When organisers asked more than 300 founders and investors which high-profile AI startup they viewed as the weakest bet, the answers pointed to a shifting mood in the Valley rather than standard conference chatter.
The survey, conducted by conference organiser and independent journalist Eric Newcomer, delivered an unexpected ranking: AI search company Perplexity was voted most likely to flop, with ChatGPT maker OpenAI landing in second place, reported Business Insider.
The poll was unscientific and anonymous, but it laid bare a tension many in the sector acknowledge privately: even as money pours into artificial intelligence, confidence in some of its highest-valued companies is wavering.
Why Perplexity topped the list
For close followers of the sector, Perplexity’s ranking was not surprising. The company, which pitches itself as an AI-powered challenger to Google Search, has become a symbol of frothy valuations.
Business Insider recently reported that Perplexity has raised repeated funding rounds in rapid succession, attracting investor demand at valuations ranging from $14 billion to as high as $50 billion.
Company spokesperson Jesse Dwyer replied to an email by Business Insider, saying, "Geeze, it (Cerebral Valley result) sounds more like the judgmental valley conference."

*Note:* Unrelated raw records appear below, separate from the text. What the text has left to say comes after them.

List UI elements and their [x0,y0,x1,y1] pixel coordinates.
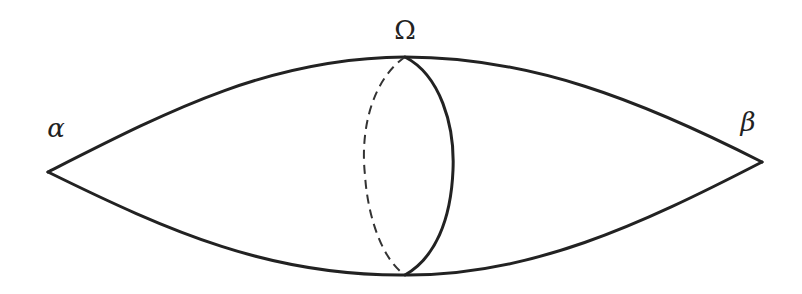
diagram-canvas: α Ω β [0,0,802,294]
label-beta: β [740,109,755,135]
cross-section-front-solid [405,57,453,275]
cross-section-back-dashed [364,57,405,275]
label-omega: Ω [394,17,416,43]
label-alpha: α [47,115,65,141]
lower-outline-curve [48,162,762,275]
upper-outline-curve [48,57,762,172]
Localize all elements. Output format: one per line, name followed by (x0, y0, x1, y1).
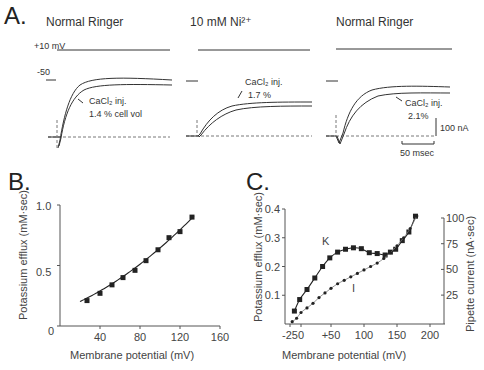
chart-b-data-point (167, 235, 172, 240)
chart-c-xtick-label: 0 (298, 329, 304, 341)
chart-c-i-point (317, 296, 320, 299)
chart-b-ytick-2: 1.0 (36, 200, 51, 212)
chart-c-xlabel: Membrane potential (mV) (282, 349, 406, 361)
chart-c-i-point (369, 265, 372, 268)
chart-c-i-point (349, 275, 352, 278)
chart-c-ytick-right-label: 100 (446, 212, 464, 224)
series-label-i: I (352, 282, 355, 294)
chart-b-data-point (156, 247, 161, 252)
chart-c-i-point (362, 268, 365, 271)
chart-b-xtick-label: 40 (94, 331, 106, 343)
chart-c-i-point (311, 302, 314, 305)
chart-b-data-point (178, 229, 183, 234)
chart-c-k-point (343, 247, 348, 252)
chart-c-i-point (295, 317, 298, 320)
panel-c-letter: C. (246, 168, 270, 195)
chart-c-ytick-label: 0.3 (265, 232, 280, 244)
chart-c-i-point (336, 282, 339, 285)
annotation-1-line2: 1.4 % cell vol (89, 109, 142, 119)
chart-b-xtick-label: 80 (134, 331, 146, 343)
chart-c-xtick-label: 200 (421, 329, 439, 341)
chart-c-i-point (395, 244, 398, 247)
chart-b-data-point (98, 291, 103, 296)
chart-c-k-point (305, 287, 310, 292)
annotation-2-line1: CaCl₂ inj. (245, 77, 283, 87)
panel-b: B. 4080120160 0 0.5 1.0 Membrane potenti… (8, 168, 229, 361)
scale-time-label: 50 msec (400, 148, 435, 158)
chart-b-ytick-0: 0 (48, 325, 54, 337)
chart-c-i-point (305, 306, 308, 309)
chart-c-k-point (335, 250, 340, 255)
chart-c-i-point (291, 320, 294, 323)
chart-b-data-point (144, 258, 149, 263)
panel-c: C. 0.10.20.30.4255075100-250+50100150200… (246, 168, 476, 361)
chart-c-k-line (294, 216, 415, 311)
chart-c-k-point (312, 276, 317, 281)
chart-c-k-point (297, 297, 302, 302)
chart-c-ytick-right-label: 75 (446, 238, 458, 250)
chart-b-data-point (133, 268, 138, 273)
chart-c-ytick-right-label: 25 (446, 289, 458, 301)
chart-b-ytick-1: 0.5 (36, 266, 51, 278)
chart-c: 0.10.20.30.4255075100-250+50100150200 (265, 203, 465, 341)
current-traces-2: CaCl₂ inj. 1.7 % (186, 77, 312, 137)
chart-b-ylabel: Potassium efflux (mM·sec) (17, 190, 29, 320)
chart-c-k-point (327, 255, 332, 260)
chart-c-ytick-label: 0.2 (265, 261, 280, 273)
chart-c-ylabel-left: Potassium efflux (mM·sec) (252, 192, 264, 322)
figure: A. Normal Ringer 10 mM Ni²⁺ Normal Ringe… (0, 0, 484, 370)
current-traces-1: CaCl₂ inj. 1.4 % cell vol (48, 78, 172, 148)
chart-c-k-point (292, 309, 297, 314)
scale-bars: 100 nA 50 msec (400, 118, 469, 158)
chart-b-data-point (121, 275, 126, 280)
annotation-2-line2: 1.7 % (248, 90, 271, 100)
chart-c-xtick-label: 150 (388, 329, 406, 341)
chart-c-i-line (292, 216, 417, 322)
chart-b-xtick-label: 160 (211, 331, 229, 343)
chart-c-i-point (389, 251, 392, 254)
annotation-1-line1: CaCl₂ inj. (89, 96, 127, 106)
chart-c-i-point (356, 272, 359, 275)
chart-c-i-point (415, 214, 418, 217)
chart-c-i-point (402, 236, 405, 239)
panel-a-letter: A. (4, 2, 27, 29)
chart-c-k-point (375, 251, 380, 256)
chart-c-k-point (320, 264, 325, 269)
voltage-low-label: -50 (37, 67, 50, 77)
chart-c-i-point (329, 287, 332, 290)
chart-b: 4080120160 (57, 205, 229, 343)
chart-c-k-point (359, 246, 364, 251)
chart-c-i-point (343, 279, 346, 282)
condition-title-3: Normal Ringer (336, 15, 413, 29)
chart-c-i-point (409, 227, 412, 230)
chart-c-ylabel-right: Pipette current (nA·sec) (464, 216, 476, 332)
chart-c-ytick-label: 0.4 (265, 203, 280, 215)
chart-b-data-point (110, 282, 115, 287)
annotation-3-line1: CaCl₂ inj. (405, 98, 443, 108)
chart-c-i-point (376, 261, 379, 264)
chart-c-i-point (382, 257, 385, 260)
chart-c-xtick-label: 100 (355, 329, 373, 341)
chart-c-xtick-label: -25 (282, 329, 298, 341)
chart-c-ytick-right-label: 50 (446, 263, 458, 275)
chart-c-k-point (351, 245, 356, 250)
chart-c-k-point (383, 253, 388, 258)
condition-title-2: 10 mM Ni²⁺ (190, 15, 252, 29)
chart-b-xtick-label: 120 (171, 331, 189, 343)
chart-c-i-point (299, 311, 302, 314)
chart-c-ytick-label: 0.1 (265, 289, 280, 301)
annotation-3-line2: 2.1% (408, 111, 429, 121)
series-label-k: K (322, 235, 330, 247)
chart-b-fit-line (80, 216, 194, 302)
panel-a: A. Normal Ringer 10 mM Ni²⁺ Normal Ringe… (4, 2, 469, 158)
chart-c-xtick-label: +50 (322, 329, 341, 341)
chart-b-data-point (190, 215, 195, 220)
chart-c-k-point (367, 250, 372, 255)
condition-title-1: Normal Ringer (46, 15, 123, 29)
chart-c-i-point (323, 291, 326, 294)
chart-b-xlabel: Membrane potential (mV) (70, 349, 194, 361)
scale-current-label: 100 nA (440, 123, 469, 133)
current-traces-3: CaCl₂ inj. 2.1% (326, 86, 450, 144)
chart-b-data-point (85, 298, 90, 303)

OpenAI’s surprising second place
OpenAI finishing just behind Perplexity caught more attention. The company is widely regarded as the consumer face of the AI revolution, with runaway adoption of ChatGPT and major enterprise deals.
Yet its soaring valuation and massive infrastructure commitments have fuelled quiet unease among some investors.
In a recent interview with investor Brad Gerstner, OpenAI CEO Sam Altman pushed back strongly against the idea that the company is overpriced.
Gerster asked: "How can a company with $13 billion in revenues make $1.4 trillion of spend commitments?"
Altman replied: "If you want to sell your shares, I'll find you a buyer. Enough."
Despite their place on the “most likely to fall” list, both OpenAI and Perplexity also appeared on the opposite end of the same survey as the companies attendees would bet on.
What industry leaders say about AI bubble
Across panels, speakers agreed that the AI sector is deep inside a bubble, but that bubbles are not inherently bad.
"I think every technology cycle, by definition, is a bubble. And the real question is, what are the enduring companies and how big will they be?" Kleiner Perkins partner Ilya Fushman told the audience, as reported by Business Insider.
Solo VC Elad Gil likened the moment to the late-1990s dotcom years. "There's going to be a few dozen things that become massive, a handful that will be truly outsize generational things, and then everything else is going to go away in one form or another," he said.